{"title":"Transformative capacities for navigating system change: a framework for sustainability research and practice.","authors":"Christopher J Orr, Sarah Burch","doi":"10.1007/s11625-025-01658-y","DOIUrl":null,"url":null,"abstract":"<p><p>In the face of climate change and other ecological pressures, there is urgent need to transform human systems and their society-nature relationships. However, there is a gap between transformative ambitions and our ability to enable transformative change. The relationship between sustainability transformations in practice and the transformative capacities that enable them is complex and indirect, requiring integrative frameworks to clarify the relationships between what transformations entail and the capacities needed to enable them. We develop the integrative transformative capacities framework (TCF) to conceptualize how sustainability transformations relate to the capacities to realize them in terms of the focal system and the strategies needed to bring about a desired change. We illustrate this framework, proposing key features of sustainability transformations, then identifying strategies for change associated with each feature and the capacities required to implement each strategy. We conclude by discussing some challenges of theorizing, identifying, and building transformative capacities and how the TCF addresses these challenges. This framework can help researchers be explicit about their assumptions and decisions about systems change, strategies to influence change, and the capacities to enable different actors to meaningfully contribute to change.</p>","PeriodicalId":49457,"journal":{"name":"Sustainability Science","volume":"20 3","pages":"975-992"},"PeriodicalIF":5.1000,"publicationDate":"2025-01-01","publicationTypes":"Journal Article","fieldsOfStudy":null,"isOpenAccess":false,"openAccessPdf":"https://www.ncbi.nlm.nih.gov/pmc/articles/PMC12033196/pdf/","citationCount":"0","resultStr":null,"platform":"Semanticscholar","paperid":null,"PeriodicalName":"Sustainability Science","FirstCategoryId":"93","ListUrlMain":"https://doi.org/10.1007/s11625-025-01658-y","RegionNum":2,"RegionCategory":"环境科学与生态学","ArticlePicture":[],"TitleCN":null,"AbstractTextCN":null,"PMCID":null,"EPubDate":"2025/3/15 0:00:00","PubModel":"Epub","JCR":"Q1","JCRName":"ENVIRONMENTAL SCIENCES","Score":null,"Total":0}
引用次数: 0
Abstract
In the face of climate change and other ecological pressures, there is urgent need to transform human systems and their society-nature relationships. However, there is a gap between transformative ambitions and our ability to enable transformative change. The relationship between sustainability transformations in practice and the transformative capacities that enable them is complex and indirect, requiring integrative frameworks to clarify the relationships between what transformations entail and the capacities needed to enable them. We develop the integrative transformative capacities framework (TCF) to conceptualize how sustainability transformations relate to the capacities to realize them in terms of the focal system and the strategies needed to bring about a desired change. We illustrate this framework, proposing key features of sustainability transformations, then identifying strategies for change associated with each feature and the capacities required to implement each strategy. We conclude by discussing some challenges of theorizing, identifying, and building transformative capacities and how the TCF addresses these challenges. This framework can help researchers be explicit about their assumptions and decisions about systems change, strategies to influence change, and the capacities to enable different actors to meaningfully contribute to change.
期刊介绍:
The journal Sustainability Science offers insights into interactions within and between nature and the rest of human society, and the complex mechanisms that sustain both. The journal promotes science based predictions and impact assessments of global change, and seeks ways to ensure that such knowledge can be understood by society and be used to strengthen the resilience of global natural systems (such as ecosystems, ocean and atmospheric systems, nutrient cycles), social systems (economies, governments, industry) and human systems at the individual level (lifestyles, health, security, and human values).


• _Activity_
Using the data below, gather each line that includes the word "black".

Records from a data source
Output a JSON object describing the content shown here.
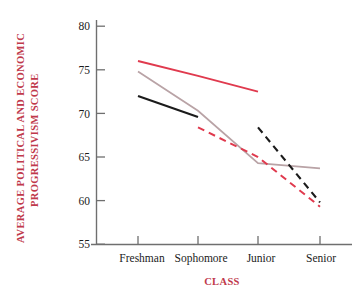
{
  "chart_data": {
    "type": "line",
    "title": "",
    "xlabel": "CLASS",
    "ylabel": "AVERAGE POLITICAL AND ECONOMIC PROGRESSIVISM SCORE",
    "categories": [
      "Freshman",
      "Sophomore",
      "Junior",
      "Senior"
    ],
    "yticks": [
      "55",
      "60",
      "65",
      "70",
      "75",
      "80"
    ],
    "ylim": [
      55,
      80
    ],
    "grid": false,
    "legend": "none",
    "colors": {
      "red": "#e03a4e",
      "pink_gray": "#b9a3a6",
      "black": "#1b1b1b",
      "label_red": "#c0394b",
      "axis_gray": "#6f6f6f"
    },
    "series": [
      {
        "name": "solid-red",
        "color": "#e03a4e",
        "style": "solid",
        "width": 2.0,
        "x": [
          "Freshman",
          "Sophomore",
          "Junior"
        ],
        "values": [
          76.0,
          74.3,
          72.5
        ]
      },
      {
        "name": "pink-gray",
        "color": "#b9a3a6",
        "style": "solid",
        "width": 1.7,
        "x": [
          "Freshman",
          "Sophomore",
          "Junior",
          "Senior"
        ],
        "values": [
          74.8,
          70.3,
          64.3,
          63.7
        ]
      },
      {
        "name": "solid-black",
        "color": "#1b1b1b",
        "style": "solid",
        "width": 2.1,
        "x": [
          "Freshman",
          "Sophomore"
        ],
        "values": [
          72.0,
          69.6
        ]
      },
      {
        "name": "dashed-black",
        "color": "#1b1b1b",
        "style": "dashed",
        "width": 2.1,
        "x": [
          "Junior",
          "Senior"
        ],
        "values": [
          68.4,
          59.8
        ]
      },
      {
        "name": "dashed-red",
        "color": "#e03a4e",
        "style": "dashed",
        "width": 2.0,
        "x": [
          "Sophomore",
          "Junior",
          "Senior"
        ],
        "values": [
          68.4,
          65.0,
          59.3
        ]
      }
    ]
  },
  "axes": {
    "y_tick_55": "55",
    "y_tick_60": "60",
    "y_tick_65": "65",
    "y_tick_70": "70",
    "y_tick_75": "75",
    "y_tick_80": "80",
    "x_tick_1": "Freshman",
    "x_tick_2": "Sophomore",
    "x_tick_3": "Junior",
    "x_tick_4": "Senior",
    "y_title_line1": "AVERAGE POLITICAL AND ECONOMIC",
    "y_title_line2": "PROGRESSIVISM SCORE",
    "x_title": "CLASS"
  }
}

• _Response area_
      "black": "#1b1b1b",
        "name": "solid-black",
        "name": "dashed-black",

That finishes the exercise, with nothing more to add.